Vpn¶
Server Set Up¶
Configuration Client File¶
If you install OpenVPN via an RPM or DEB package on Linux, the installer will set up an initscript.
When executed, the initscript will scan for .conf configuration files in /etc/openvpn
,
and if found, will start up a separate OpenVPN daemon for each file.
The Windows installer will set up a Service Wrapper, but leave it turned off by default.
To activate it, go to Control Panel / Administrative Tools / Services
,
select the OpenVPN service, right-click on properties, and set the Startup Type to Automatic.
This will configure the service for automatic start on the next reboot.
When started, the OpenVPN Service Wrapper will scan the \Program Files\OpenVPN\config
folder
for .ovpn
configuration files, starting a separate OpenVPN process on each file.
How to connect the clients¶
Start OpenVPN by hand on both sides with the following command (verbose output at 6):
openvpn --config /etc/openvpn/tun0.ovpn --verb 6
Starting OpenVPN
Manual startup:
To troubleshoot a VPN connection, start the client’s daemon manually with openvpn /etc/openvpn/client/client.conf
as root. The server can be started the same way using its own configuration file (e.g., openvpn /etc/openvpn/server/server.conf
).
systemd service configuration
To start the OpenVPN server automatically at system boot, sudo sistemctl enable openvpn-server@configuration.service
on the applicable machine.
For a client, enable openvpn-client@configuration.service
instead. (Leave .conf out of the configuration string.)
For example, if the client configuration file is /etc/openvpn/client/client.conf
, the service name is openvpn-client@client.service
. Or, if the server configuration file is /etc/openvpn/server/server.conf
, the service name is openvpn-server@server.service
.
# /etc/openvpn/client/configuration.conf
# automatic start
sudo systemctl enable openvpn-client@configuration.service
# manual start
sudo systemctl start openvpn-client@configuration.service
Running in a Windows command prompt window
On Windows, you can start OpenVPN by right clicking on an OpenVPN configuration file .ovpn
file and selecting “Start OpenVPN on this config file”.
Once running in this fashion, several keyboard commands are available:
F1 – Conditional restart (doesn’t close/reopen TAP adapter)
F2 – Show connection statistics
F3 – Hard restart
F4 – Exit
Running as a Windows Service
When OpenVPN is started as a service on Windows, the only way to control it is:
Via the service control manager Control Panel / Administrative Tools / Services
which gives start/stop
control.Via the management interface.
Tip
If openvpn-client@configuration.service
units take a long time to start, it might be the network manager is not triggering the network-online.target systemd target at the right moment. For example, when using systemd-networkd, check that systemd-networkd-wait-online.service is properly configured.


- [YOUR INSTRUCTIONS]:
The response must contain each line of the material that holds "name".

- [SOURCE DATA]:
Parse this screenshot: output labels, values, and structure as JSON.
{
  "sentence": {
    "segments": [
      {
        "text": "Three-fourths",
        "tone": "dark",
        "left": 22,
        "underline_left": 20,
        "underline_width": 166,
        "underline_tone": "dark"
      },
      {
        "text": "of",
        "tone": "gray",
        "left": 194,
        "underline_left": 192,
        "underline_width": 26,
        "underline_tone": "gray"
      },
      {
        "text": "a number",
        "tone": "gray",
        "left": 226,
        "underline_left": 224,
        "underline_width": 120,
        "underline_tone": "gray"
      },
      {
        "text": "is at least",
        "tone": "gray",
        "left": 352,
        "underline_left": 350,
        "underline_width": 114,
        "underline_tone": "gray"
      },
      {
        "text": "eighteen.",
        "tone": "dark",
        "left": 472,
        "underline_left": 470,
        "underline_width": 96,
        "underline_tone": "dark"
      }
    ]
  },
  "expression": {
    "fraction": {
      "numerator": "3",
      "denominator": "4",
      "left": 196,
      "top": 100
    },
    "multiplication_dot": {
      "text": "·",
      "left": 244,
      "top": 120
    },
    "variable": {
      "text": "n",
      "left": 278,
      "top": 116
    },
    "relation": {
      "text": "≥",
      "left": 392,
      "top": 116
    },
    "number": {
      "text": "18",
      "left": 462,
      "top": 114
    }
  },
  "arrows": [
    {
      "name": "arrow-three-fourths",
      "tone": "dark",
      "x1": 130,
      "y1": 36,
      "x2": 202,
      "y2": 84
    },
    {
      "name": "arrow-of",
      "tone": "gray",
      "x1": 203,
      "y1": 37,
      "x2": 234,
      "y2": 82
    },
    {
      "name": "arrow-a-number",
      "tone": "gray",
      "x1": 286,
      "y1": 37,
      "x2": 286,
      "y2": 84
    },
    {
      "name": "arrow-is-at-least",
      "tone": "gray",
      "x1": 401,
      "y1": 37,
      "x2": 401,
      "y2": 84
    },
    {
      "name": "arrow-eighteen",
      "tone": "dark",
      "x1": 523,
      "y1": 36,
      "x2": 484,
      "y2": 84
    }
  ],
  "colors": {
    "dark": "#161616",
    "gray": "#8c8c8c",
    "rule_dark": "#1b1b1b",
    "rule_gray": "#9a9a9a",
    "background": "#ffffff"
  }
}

- [TASK RESULT]:
      "name": "arrow-three-fourths",
      "name": "arrow-of",
      "name": "arrow-a-number",
      "name": "arrow-is-at-least",
      "name": "arrow-eighteen",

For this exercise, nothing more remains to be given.